After the flood, a lesson about good neighbors

The flood of 1997 will long be more than a memory for those Kentuckians in the water’s way this spring. Physical scars on buildings and land will last for some time. Many say it will affect rebuilding patterns. As history, it will be preserved in the writing and retelling of a thousand stories. It’s not just memories that linger after the rivers recede, but the way those memories visit our hearts and emotions, replaying stories of sadness, courage, and in some cases, the worst kind of human disasters.

Harrison Rural Electric Cooperative, the consumer-owned, Cynthiana-based utility that serves more than 11,000 consumers in eight counties in northern Kentucky, found itself literally in the middle of all that in March.

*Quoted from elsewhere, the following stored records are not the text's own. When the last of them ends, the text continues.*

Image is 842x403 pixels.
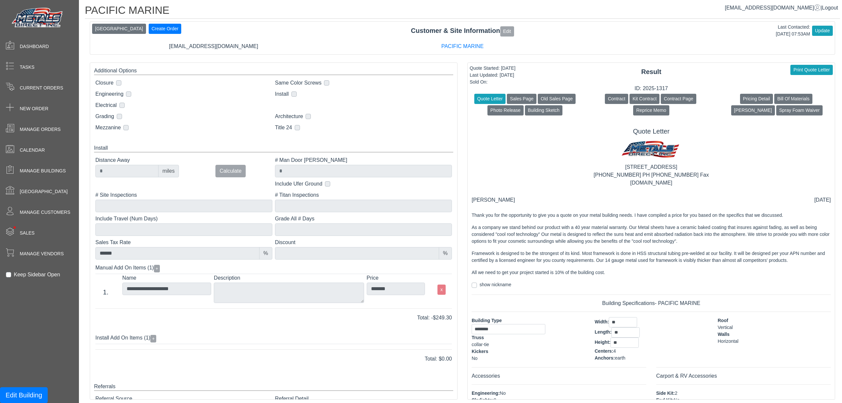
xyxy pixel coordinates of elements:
label: Architecture [275,113,303,120]
button: Update [812,26,833,36]
button: [GEOGRAPHIC_DATA] [92,24,146,34]
label: # Man Door [PERSON_NAME] [275,156,452,164]
div: Sold On: [470,79,516,86]
p: As a company we stand behind our product with a 40 year material warranty. Our Metal sheets have ... [472,224,831,245]
button: + [154,265,160,272]
span: Current Orders [20,85,63,91]
div: Total: -$249.30 [90,314,457,322]
label: Install [275,90,289,98]
div: Install Add On Items (1) [95,332,452,344]
label: Distance Away [95,156,179,164]
h6: Accessories [472,373,646,379]
span: 4 [614,348,616,354]
label: Price [367,274,425,282]
div: | [725,4,838,12]
div: Building Type [472,317,585,324]
div: [PERSON_NAME] [472,196,515,204]
span: Side Kit: [656,391,675,396]
a: PACIFIC MARINE [442,43,484,49]
div: ID: 2025-1317 [468,85,835,92]
div: [DATE] [815,196,831,204]
button: Bill Of Materials [774,94,813,104]
label: Mezzanine [95,124,121,132]
p: Thank you for the opportunity to give you a quote on your metal building needs. I have compiled a... [472,212,831,219]
button: Spray Foam Waiver [776,105,823,115]
label: Electrical [95,101,117,109]
label: Grade All # Days [275,215,452,223]
button: Sales Page [507,94,537,104]
label: Sales Tax Rate [95,239,272,246]
div: Roof [718,317,831,324]
h1: PACIFIC MARINE [85,4,840,19]
div: % [259,247,272,260]
span: Width: [595,319,609,324]
span: [GEOGRAPHIC_DATA] [20,188,68,195]
span: 2 [675,391,678,396]
div: 1. [92,287,120,297]
p: Framework is designed to be the strongest of its kind. Most framework is done in HSS structural t... [472,250,831,264]
div: Additional Options [94,67,453,75]
label: Name [122,274,212,282]
button: Building Sketch [525,105,563,115]
p: All we need to get your project started is 10% of the building cost. [472,269,831,276]
label: Discount [275,239,452,246]
div: Last Updated: [DATE] [470,72,516,79]
span: Calendar [20,147,45,154]
div: Last Contacted: [DATE] 07:53AM [776,24,810,38]
button: Pricing Detail [740,94,773,104]
div: Manual Add On Items (1) [95,262,452,274]
div: [STREET_ADDRESS] [PHONE_NUMBER] PH [PHONE_NUMBER] Fax [DOMAIN_NAME] [472,163,831,187]
button: Kit Contract [630,94,660,104]
button: Create Order [149,24,182,34]
label: Keep Sidebar Open [14,271,60,279]
label: Referral Detail [275,395,452,403]
span: New Order [20,105,48,112]
div: Vertical [718,324,831,331]
span: • [6,217,23,238]
button: Reprice Memo [633,105,669,115]
div: collar-tie [472,341,585,348]
label: show nickname [480,281,512,288]
label: Referral Source [95,395,272,403]
a: [EMAIL_ADDRESS][DOMAIN_NAME] [725,5,821,11]
button: Old Sales Page [538,94,576,104]
h5: Quote Letter [472,127,831,135]
label: Include Ufer Ground [275,180,322,188]
span: Tasks [20,64,35,71]
button: x [438,285,446,295]
div: Install [94,144,453,152]
span: Length: [595,329,612,335]
button: Photo Release [488,105,524,115]
span: - PACIFIC MARINE [655,300,700,306]
span: Anchors: [595,355,615,361]
div: miles [158,165,179,177]
span: Manage Vendors [20,250,64,257]
h6: Building Specifications [472,300,831,306]
div: Truss [472,334,585,341]
label: Description [214,274,364,282]
div: Customer & Site Information [90,26,835,36]
span: Sales [20,230,35,237]
span: Dashboard [20,43,49,50]
label: Closure [95,79,114,87]
div: Referrals [94,383,453,391]
div: Horizontal [718,338,831,345]
div: Quote Started: [DATE] [470,65,516,72]
div: Result [468,67,835,77]
button: Edit [500,26,514,37]
span: Height: [595,340,611,345]
div: [EMAIL_ADDRESS][DOMAIN_NAME] [89,42,338,50]
div: % [439,247,452,260]
label: Engineering [95,90,123,98]
span: No [500,391,506,396]
span: Manage Orders [20,126,61,133]
span: No [674,397,680,403]
span: Skylights: [472,397,494,403]
span: Manage Customers [20,209,70,216]
label: # Titan Inspections [275,191,452,199]
span: 0 [494,397,496,403]
div: Kickers [472,348,585,355]
button: Contract Page [661,94,696,104]
label: Title 24 [275,124,292,132]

Several electric co-ops around the state were reminded that a flood doesn’t necessarily affect an electric utility as much as, say, an ice storm that can knock down poles and leave people without power. In a flood, people ask the utility to turn off their electricity.

Instead, as Harrison found, the best thing an electric co-op can do is what everyone else in the community is doing--be a good neighbor. In this case, that meant the co-op employees pitching in to help in ways that made the most sense to each of them.

For Frankie Taylor, Harrison’s meter specialist and radio technician, that meant first focusing on his other role as commissioner of public works for the city of Cynthiana. As the water rose that Saturday, March 1, he helped move equipment from the water plant, then returned to his Harrison duties, putting his personal cellular phone number on the radio to take calls on electrical problems while the phone system was out, and testing damaged meters. For Herb Vongruenigen, Harrison member services adviser, it meant working with local churches to buy clothes for flood victims, coordinating the delivery of a truckload of beds from another Kentucky town, and finding hundreds of plastic buckets for cleaning.

Harrison Interim Manager Jack Goodman praises the work of all the co-op employees. He says that what they did was a natural result of the involvement they have always had with a variety of community groups.

The naturalness of that tendency for helping neighbors made this a hard column to write. Everyone I talked to didn’t want to talk about themselves. They would say, “Oh, I didn’t do anything, but Larry...,” or “You need to talk to Mitchell,” or “It was some of the employees’ wives who went door to door to check on people.”

One of the reactions to disasters like the 1997 flood is to try to figure out what it all means. It’s an unanswerable question, of course, but one of the memories we ought to allow ourselves is about how important it is to have good neighbors.-Paul Wesslund


Kentucky Association of Electric Cooperatives, Inc.